Pope Francis: “Homosexual persons….are children of God, they have the right to a family”
That’s how Francis expresses himself in Evgeny Afineevsky’s documentary “Francesco” which had its worldwide launch on 21 st October 2020.
It’s not the first time this Pope has surprised us with phrases which, were they to have been overheard in everyday conversation, would have had no repercussions.
In fact, that is what is key: for the first time a Pope of the Catholic Church touches on the question of same-sex civil unions without disqualifying or condemning them. He treats them as naturally as would anybody who is fully conscious of the equality which is lived, and which must be protected, in civil society. Speaking as naturally as Jesus of Nazareth.
For Crismhom, an ecumenical LGBTI+H Christian community in Madrid, it is a great joy to receive these words. Even if they don’t make any change in the current norms of the Church, they presuppose a small but considerable step forward towards full equality of rights and the normalization of rainbow reality in the bosom of the Church (in this case, the Catholic Church, but, please God, in all other Christian churches and confessions as well). The Pope can be assured that Crismhom is walking alongside him on this path towards the full realization of our affective, sexual and gender reality as we journey with respect and with Love.
However well-integrated we may be within society, LGBTI believers continue to be grateful for this “living water” which comes in the form of words of justice and affection. For even those who have worked through a process of self-acceptance and are able to take part actively in their parishes or groups of shared faith remember their “long odyssey” through the desert. That odyssey has left us with a thirst that can only be quenched by the love which Jesus has shown us, and which we find repeated in declarations like this one.
Francis spoke in the first person, repeating the position he took when he was Archbishop of Buenos Aires. The man has not changed, but his role on the chessboard certainly has.
We pray daily that the Holy Spirit continues to inspire our Pontiff, so that many other people and religious groups, within our hierarchy and outside it, may come to accept that diversity is an enrichment, and not a threat; and that the words of encouragement and affection may very soon be reflected in the correction of anachronistic and discriminatory norms.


▸ ASSIGNED TASK: Tell how many lines of the data include the word "peaks". Nothing but the number belongs in the answer.
====== MATERIAL FOR THIS EXERCISE
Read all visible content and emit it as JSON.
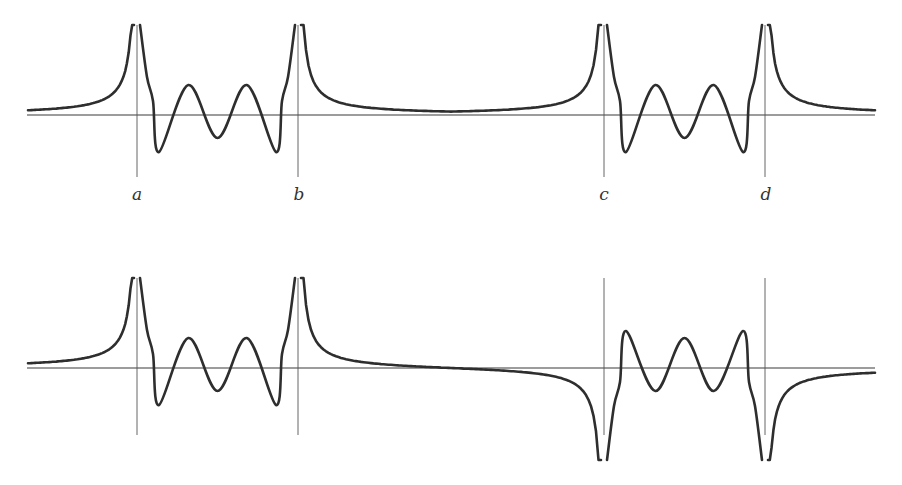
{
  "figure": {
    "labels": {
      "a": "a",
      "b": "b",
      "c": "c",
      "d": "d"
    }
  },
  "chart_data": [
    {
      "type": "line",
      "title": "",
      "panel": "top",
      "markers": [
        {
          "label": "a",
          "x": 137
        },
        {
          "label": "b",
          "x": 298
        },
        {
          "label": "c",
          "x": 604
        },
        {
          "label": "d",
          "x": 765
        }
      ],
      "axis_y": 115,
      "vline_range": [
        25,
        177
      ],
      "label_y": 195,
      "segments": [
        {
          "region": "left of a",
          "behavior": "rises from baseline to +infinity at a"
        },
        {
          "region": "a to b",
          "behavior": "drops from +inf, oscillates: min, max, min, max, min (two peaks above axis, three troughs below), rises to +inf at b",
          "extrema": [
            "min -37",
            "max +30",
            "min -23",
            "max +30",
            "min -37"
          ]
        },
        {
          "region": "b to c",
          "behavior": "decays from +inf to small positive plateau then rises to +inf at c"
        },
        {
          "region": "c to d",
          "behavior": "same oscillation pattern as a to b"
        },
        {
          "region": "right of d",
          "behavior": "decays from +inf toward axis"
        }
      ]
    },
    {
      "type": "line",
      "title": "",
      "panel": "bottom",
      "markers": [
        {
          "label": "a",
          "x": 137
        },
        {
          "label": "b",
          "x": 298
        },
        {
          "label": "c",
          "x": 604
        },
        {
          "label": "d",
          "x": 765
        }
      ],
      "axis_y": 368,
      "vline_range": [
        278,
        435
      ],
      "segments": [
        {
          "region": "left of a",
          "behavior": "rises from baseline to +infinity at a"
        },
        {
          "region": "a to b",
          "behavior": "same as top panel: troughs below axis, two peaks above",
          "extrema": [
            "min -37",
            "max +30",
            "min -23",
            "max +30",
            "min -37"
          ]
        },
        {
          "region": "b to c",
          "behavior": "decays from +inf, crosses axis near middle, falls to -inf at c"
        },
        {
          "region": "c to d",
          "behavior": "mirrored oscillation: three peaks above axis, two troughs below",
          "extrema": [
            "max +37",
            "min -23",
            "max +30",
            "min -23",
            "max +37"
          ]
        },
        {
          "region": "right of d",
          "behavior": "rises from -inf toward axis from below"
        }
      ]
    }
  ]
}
============
▸ OUTPUT FOR THIS TASK: 3